Sirron Norris is an American illustrator, muralist, and arts educator. He is known for his work on the FOX animated television show Bob's Burgers and for numerous cartoon-style public murals, including ones at Balmy Alley, Clarion Alley, and Mission Dolores Park, and galleries around San Francisco. His murals often include political messages, local themes, and his signature blue bear. He has worked with several local non-profits, including SPUR and El Tecolote.
Mission Cultural Center for Latino Arts (MCCLA) is an arts nonprofit that was founded in 1977, and is located at 2868 Mission Street in the Mission District in San Francisco, California. They provide art studio space, art classes, an art gallery, and a theater.

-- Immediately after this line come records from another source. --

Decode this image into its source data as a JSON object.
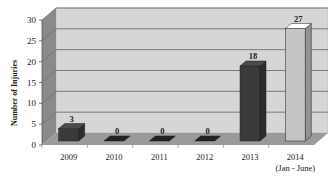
{
  "chart_data": {
    "type": "bar",
    "style": "3d",
    "title": "",
    "xlabel": "",
    "ylabel": "Number of Injuries",
    "ylim": [
      0,
      30
    ],
    "yticks": [
      0,
      5,
      10,
      15,
      20,
      25,
      30
    ],
    "grid": true,
    "legend": null,
    "categories": [
      "2009",
      "2010",
      "2011",
      "2012",
      "2013",
      "2014"
    ],
    "category_sublabels": [
      "",
      "",
      "",
      "",
      "",
      "(Jan - June)"
    ],
    "values": [
      3,
      0,
      0,
      0,
      18,
      27
    ],
    "data_labels": [
      "3",
      "0",
      "0",
      "0",
      "18",
      "27"
    ],
    "bar_colors": [
      "#3a3a3a",
      "#2e2e2e",
      "#2e2e2e",
      "#2e2e2e",
      "#3a3a3a",
      "#c4c4c4"
    ]
  },
  "colors": {
    "back_wall": "#d6d6d6",
    "side_wall": "#8a8a8a",
    "floor": "#9a9a9a",
    "gridline": "#7a7a7a"
  }
}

Their graphics department is called Mission Grafica, and features at studio for printmaking and is known for the hand printed posters.
Linda Zamora Lucero is an American artist, based in San Francisco. Lucero was a co-founder and former executive director of La Raza Graphics Center, also known as La Raza Silkscreen Center and La Raza Graphics, noted for producing silkscreen prints and posters by Chicano and Latino artists.
Peter Rodríguez was an American artist, curator, and museum director. He was the founder, director and curator of the Mexican Museum in San Francisco, and a co-founder of the Galería de la Raza.
Ralph Maradiaga (1934–1985) was an American artist, curator, photographer, printmaker, teacher, and filmmaker. He was Chicano, one of the co-founders of Galería de la Raza and part of the San Francisco Bay Area Chicano Art Movement.
Rolando Castellón, also known as Rolando Dionisio Castellón-Alegria is a Nicaraguan American painter, author, art historian, and curator. He was a well-known contributor to the arts of San Francisco, California and he has lived in Costa Rica since 2013.
Nina LaCour is an American author, primarily known for writing young adult literature with queer, romantic story lines. Her novel We Are Okay won the Printz Award in 2017.
Golden Gate Cemetery, also called the City Cemetery, and Potter's Field, was a burial ground with 29,000 remains, active between 1870 and approximately 1909 and was located in San Francisco, California. The site of this former cemetery is now Lincoln Park and the Legion of Honor museum.